On the morning he passed, my husband had just finished leading the early‑dawn service at church when he suddenly clutched his chest in pain. Worried, I urged him to go to the emergency room, but he insisted on waiting a little longer. He pressed and tapped his chest as the pain continued.
When we returned home, we found a message on the answering machine: Father had passed away from a heart attack at the hospital. My husband had not yet heard the news, but his body had already begun to ache from the breaking of that deep, physical bond between parent and child. I realized anew how true it is that parents and children are one body.
After the funeral, my mother‑in‑law asked us to come help sort through Father’s belongings and see if anything important needed attention. As I stepped into the apartment where she would now live alone, I felt an unexpected awkwardness, as though the place had become strangely unfamiliar.
Mother‑in‑law laid out several notebooks Father had kept since immigrating. They were not store‑bought notebooks but handmade ones—old calendar pages and the blank backs of advertisements glued together with rice paste, lined carefully by hand. In them, he had recorded every Sunday sermon title, Scripture passage, and weekly attendance numbers from church—without missing a single week for years.
He had also written down each time he completed reading through the entire Bible. The count stopped at thirty‑nine times as of last year. And then there was one notebook filled with his prayers—page after page of tiny, earnest handwriting, each word written with the full sincerity of his soul.
“Almighty and eternal God! You hide Yourself beyond my sight, You dwell beyond my knowledge. Your thoughts are not my thoughts, Your ways are not my ways. Yet You breathed Your Spirit into my life, so that my heart might seek You and my soul might love You…
Though I hesitate in all things and fail in many, Your hand upholds my life. The eternal God is my dwelling place, and Your everlasting arms embrace me…
When I buy something, let me live as though I possess nothing; and when I have nothing, let me live as though I possess everything…
Though I cannot do the good I desire by my own strength, if I do any good, it is because You work within me and give me power…”
We could not tell whether these prayers were his own compositions or copied from somewhere. But what mattered was this: every day, Father wrestled spiritually through these long prayers, drawing closer to the Lord with each passing day of his life.
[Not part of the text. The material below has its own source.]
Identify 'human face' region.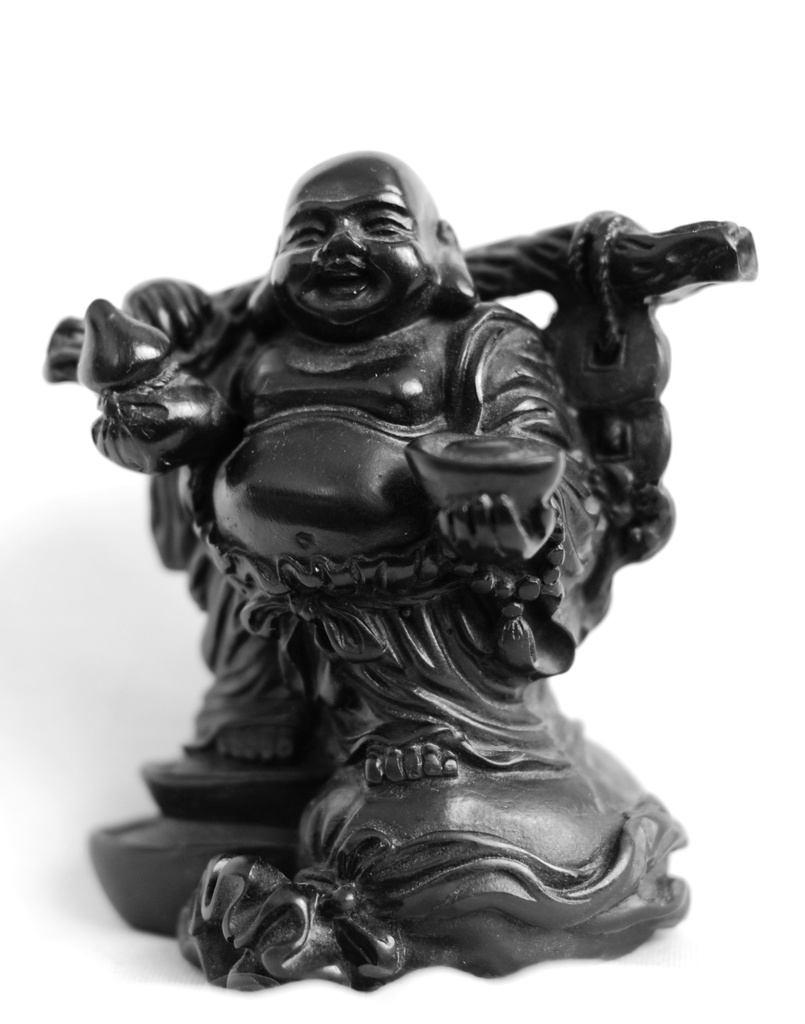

Ironically, during his lifetime, Mother often scolded him for not praying enough or not reading the Bible diligently. Yet now we discovered that, with a childlike purity of heart, he had quietly tended his soul—meditating, praying, and keeping his inner life sharp and sincere. Only now did his children and grandchildren understand and give thanks.
As the family discussed how to preserve his belongings, they decided that I should keep Father’s prayer notebook. I accepted it with deep gratitude.
People leave many things behind when they depart this world. And through those traces, they remain forever in the hearts of those who loved them. While Father‑in‑law was alive, I never truly understood him. But now, at last, I feel I know him—and I find myself wanting to walk the pilgrim path he walked, without shame.
The precious prayers he left behind come to me like a fragrant breeze at my window, drawing my heart closer again and again.